Experimental Results

Performance Metrics

The paper evaluates Pet and its iterative version Pet on the SuperGLUE benchmark using ALBERT-xxlarge-v2, demonstrating that with only 0.1% of GPT-3's parameters, models trained with Pet outperform it across several tasks. Key results include:

  • SuperGLUE Performance: Pet shows equivalent or superior performance compared to GPT-3 across various tasks. For example, Pet achieves higher accuracy on the BoolQ and CB tasks with significantly fewer parameters.
  • Comparison with Other Models: Pet surpasses GPT models of equivalent size in most scenarios and reveals that the choice of PVPs significantly impacts performance.
  • Impact of Unlabeled Data: Unlabeled data bolsters the effectiveness of knowledge distillation in Pet, allowing the combination of insights from multiple task formulations.

Implications and Future Work

The practical implications of this research are twofold: reducing the carbon footprint and financial costs associated with deploying large-scale LLMs while maintaining competitive performance. The paper advocates for further exploration in multi-task settings and adapting Pet for generative tasks with larger, more expressive models.
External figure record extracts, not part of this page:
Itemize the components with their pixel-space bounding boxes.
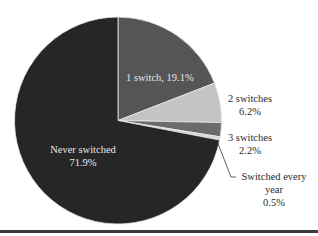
bottom-rule: [0, 230, 318, 233]
label-never-name: Never switched: [40, 143, 126, 156]
label-one-switch: 1 switch, 19.1%: [126, 71, 194, 84]
label-two-switches: 2 switches 6.2%: [220, 92, 280, 118]
label-two-switches-name: 2 switches: [220, 92, 280, 105]
label-three-switches-name: 3 switches: [220, 131, 280, 144]
label-every-year-pct: 0.5%: [236, 196, 312, 209]
label-never-pct: 71.9%: [40, 156, 126, 169]
label-every-year: Switched every year 0.5%: [236, 170, 312, 209]
pie-slices: [14, 17, 221, 224]
label-never-switched: Never switched 71.9%: [40, 143, 126, 169]
label-three-switches-pct: 2.2%: [220, 144, 280, 157]
label-two-switches-pct: 6.2%: [220, 105, 280, 118]
label-every-year-name-2: year: [236, 183, 312, 196]
label-every-year-name-1: Switched every: [236, 170, 312, 183]
label-three-switches: 3 switches 2.2%: [220, 131, 280, 157]
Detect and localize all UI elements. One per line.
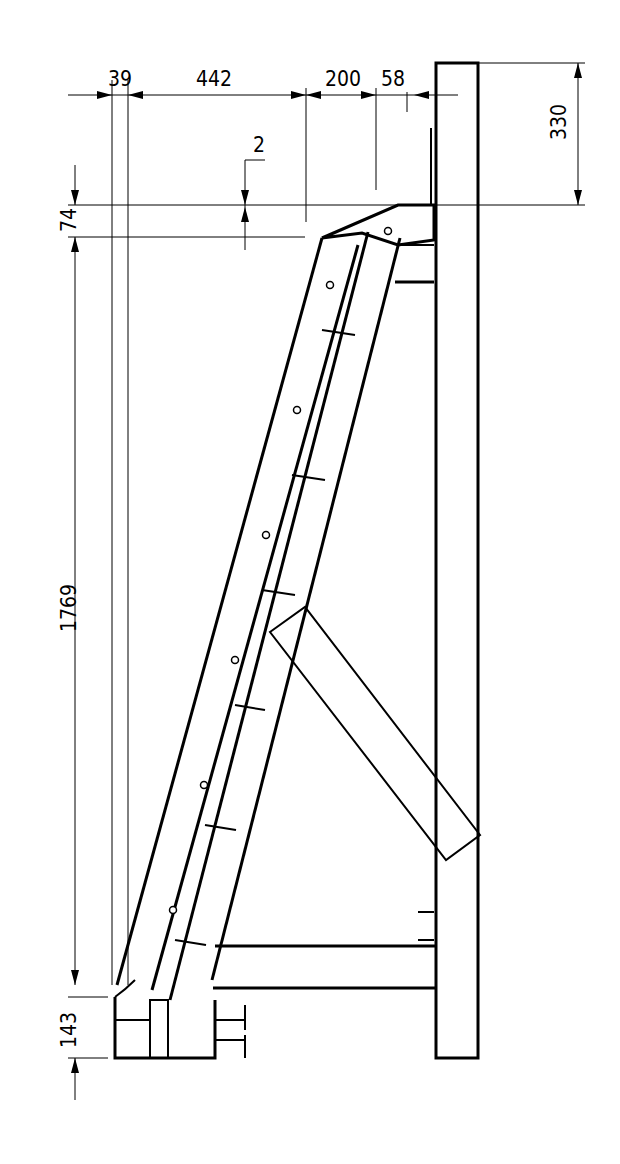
stringers [117,232,400,1000]
top-landing [322,205,434,282]
stair-drawing: 39 442 200 58 2 330 74 1769 143 [0,0,620,1164]
dim-58: 58 [381,67,405,91]
dim-1769: 1769 [57,584,81,632]
diagonal-brace [270,607,480,860]
dim-2: 2 [253,133,265,157]
steps [170,282,356,946]
bottom-frame [115,912,436,1058]
dim-330: 330 [547,104,571,140]
wall-column [431,63,478,1058]
dimension-lines [68,63,585,1100]
dimension-labels: 39 442 200 58 2 330 74 1769 143 [57,67,571,1048]
dim-442: 442 [196,67,232,91]
dim-74: 74 [57,208,81,232]
dim-143: 143 [57,1012,81,1048]
dim-200: 200 [325,67,361,91]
The future directions suggested include integrating generative models into Pet and refining task formulations to optimize performance further. Additionally, exploring these methods' applicability to broader AI subfields could significantly enhance sustainable AI practices. In conclusion, this work presents a viable path towards more accessible and environmentally sound AI technologies without sacrificing performance.